Articles
The Death of Big Law
By Larry E. Ribstein
Large law firms face unprecedented stress. Many have dissolved, gone bankrupt, or significantly downsized in recent years. This Article provides an economic analysis of the forces driving the downsizing of Big Law. It shows that this downsizing reflects a basically precarious business model rather than just a shrinking economy. Because large law firms do not own durable, firm-specific property, a set of strict conditions must exist to bind the firm together. Several pressures have pushed the unraveling of these conditions, including increased global competition and the rise of in-house counsel. The large law firm’s business model therefore requires fundamental restructuring. Combining insights from the theory of the firm, intellectual property, and the economics of legal services, this Article discusses new models that might replace Big Law, how these new models might push through regulatory barriers, and the broader implications of Big Law’s demise for legal education, the creation of law, and lawyers’ role in society.
Fractured Membership: Deconstructing Territoriality to Secure Rights and Remedies for the Undocumented Worker
By D. Carolina Núñez
Relied upon but unwelcome, among us but uninvited, undocumented workers in the United States—now numbering over 8 million—labor on the border of inclusion and exclusion, between a status-based conception of membership and a territorial approach to membership. Although mere presence in the U.S. secures undocumented workers many of the same labor protections afforded to authorized workers, undocumented status often forecloses certain remedies otherwise available for employer breaches of those protections. Many commentators have criticized this effective status-based denial of rights to undocumented workers as inimical to the goals underlying labor and immigration law. While this Article echoes some of those sentiments, its purpose is broader.
This Article bases its critique of the slow encroachment of a status-based conception of membership into the employment sphere on its failure to recognize fundamental indicators of membership, including an individual’s ties to the surrounding community, that have historically shaped notions of membership. However, this Article does not advocate the use of the historically dominant territorial model, which distributes rights based on mere territorial presence. It suggests that territoriality, applied in an increasingly globalized world in which relationships and obligations are not dictated by physical borders, can no longer adequately answer questions of membership.

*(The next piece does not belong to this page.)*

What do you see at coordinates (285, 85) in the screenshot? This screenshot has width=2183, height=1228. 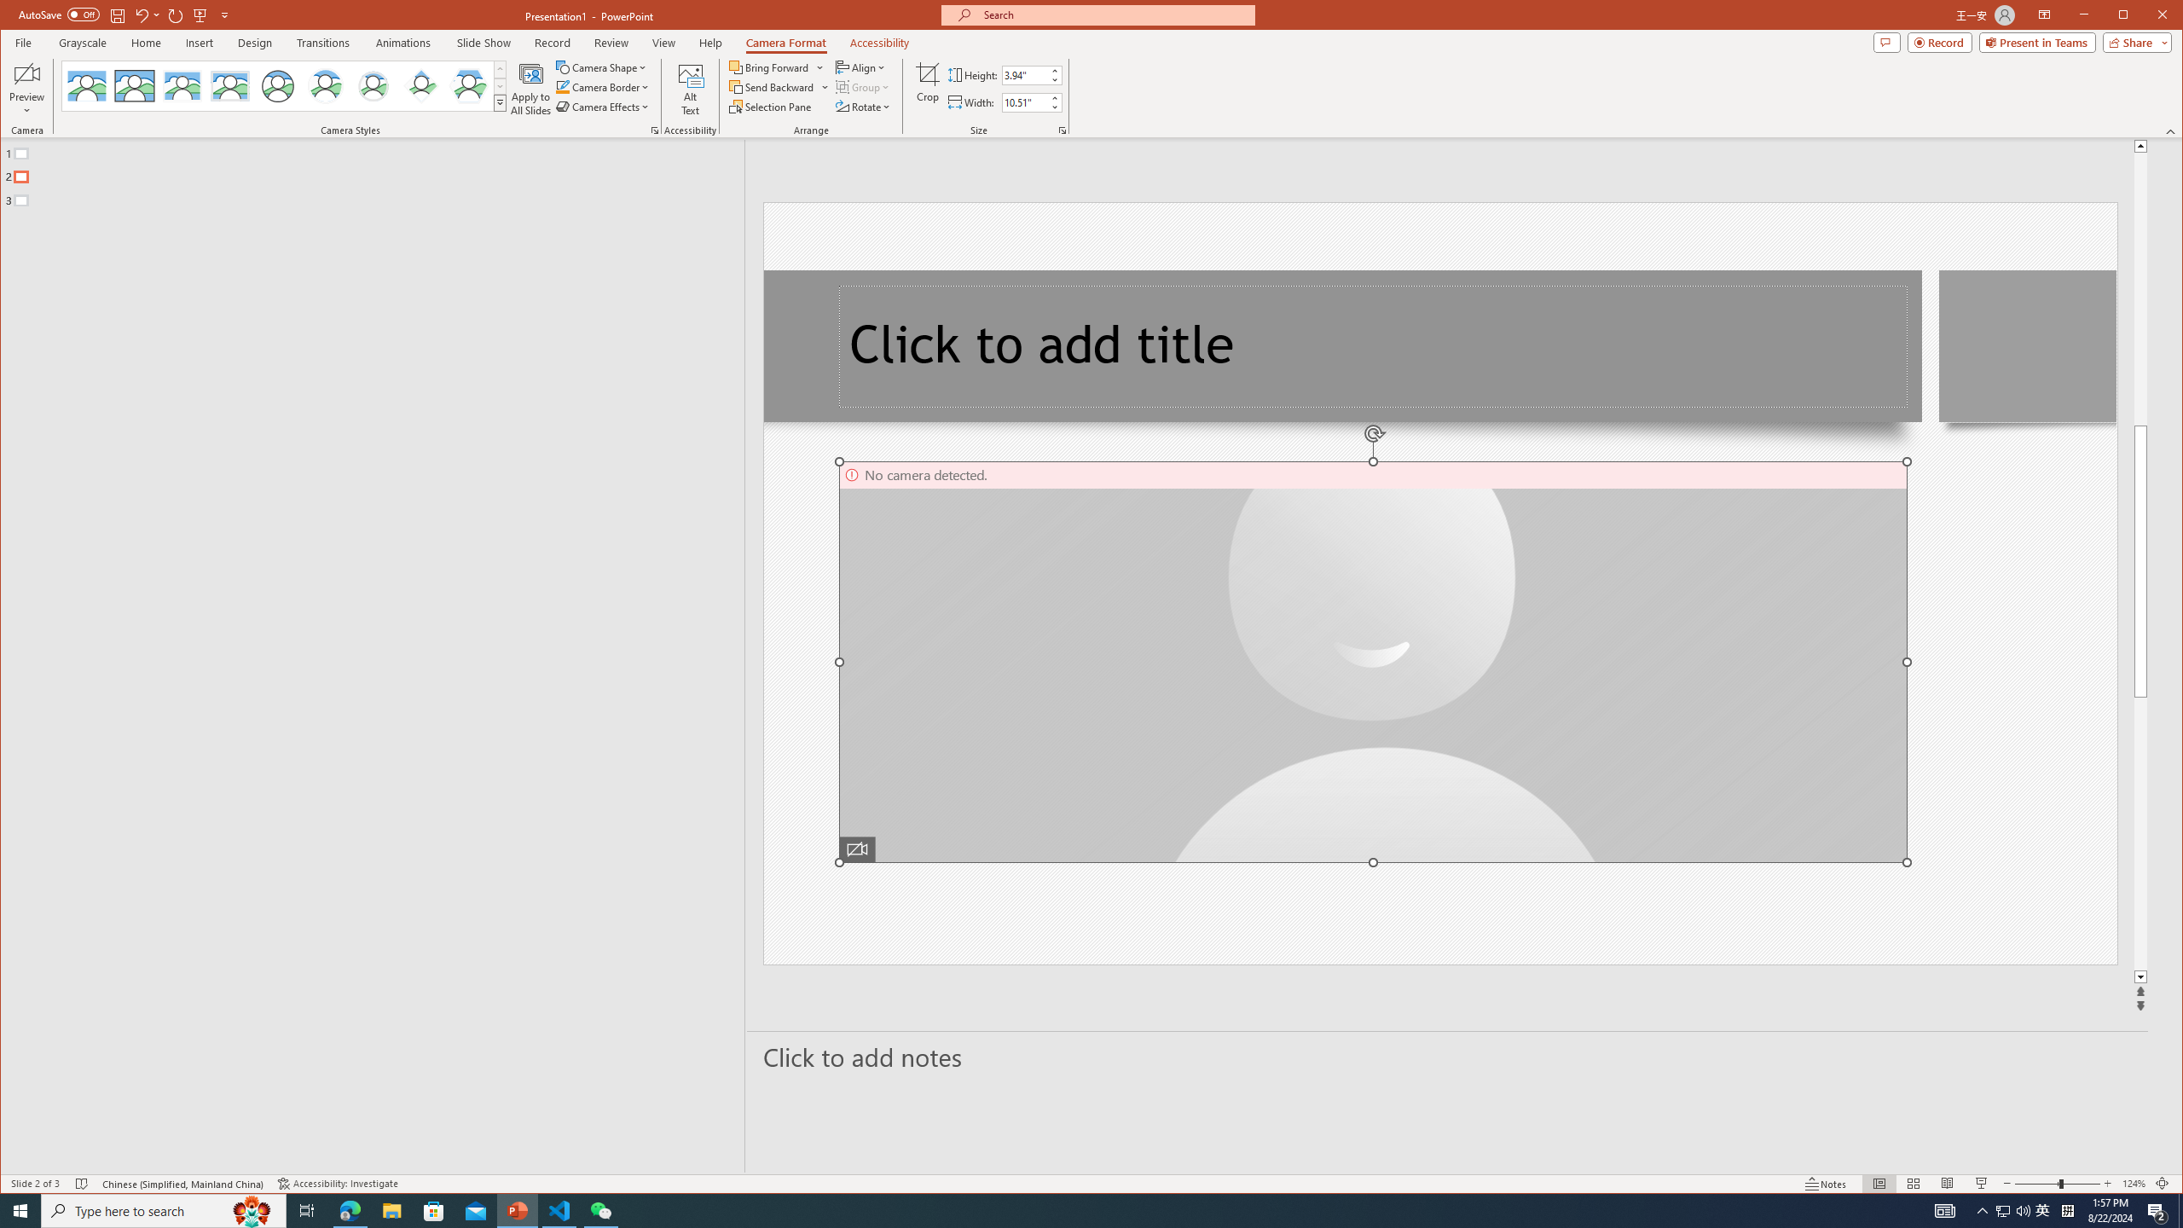 I see `AutomationID: CameoStylesGallery` at bounding box center [285, 85].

Rather, this Article offers a more principled, nuanced approach—one that arguably is already emerging outside the employment context—derived from territoriality’s underlying rationales but stripped of that approach’s fixation on geography, to secure the rights of undocumented workers.
Comments
Protecting Our Water Compacts: The Looming Threat of Unilateral Congressional Interaction
By Nathan C. Johnson
The United States is entering a period in which the combination of increasing population, rising temperatures, and growing resource scarcity will seriously threaten human survival. In a warmer world, water basins will be highly coveted. This demand will require steadfast attention to water-resource management. Currently, interstate compacts are the primary mechanism for multistate basin management. Increasing scarcity places pressure on Congress to reevaluate and potentially revoke consent from these compacts. The alternative methods for allocating water are unstable at best. This Comment argues that Congress does not have the power unilaterally to revoke consent from an interstate compact. The interstate compact is one of the Founding Fathers’ lasting mechanisms designed to protect the people from federal overreaching. Three of the nation’s largest freshwater basins and their compacts provide illustrations of the interstate compact’s resilience, adaptability, and importance in a changing world. Further, an examination of how the nation chooses to manage its most important resource provides valuable insight in to our future—when it is a question of survival, is it “We the People” or “We the Nation”?
A Presumption Without Prudence: Replacing Moench v. Robertson with a Prudent “When in Doubt, Don’t” Standard for ESOP and 401(k) Company Stock Fund Fiduciaries
By Meredith L. Gray
This Comment addresses the duty of prudence fiduciaries owe employees who invest in company stock under the Employee Retirement Income Security Act (ERISA). It suggests that the fiduciary-friendly presumption of prudence announced by Moench v. Robertson is ineffective because it cannot be reconciled with Congress’s intent that ERISA protect and grow employees’ retirement savings, which have been devastated by fiduciary imprudence. This Comment concludes that Moench should be replaced by a standard that returns to the prudent person standard Congress outlined in ERISA.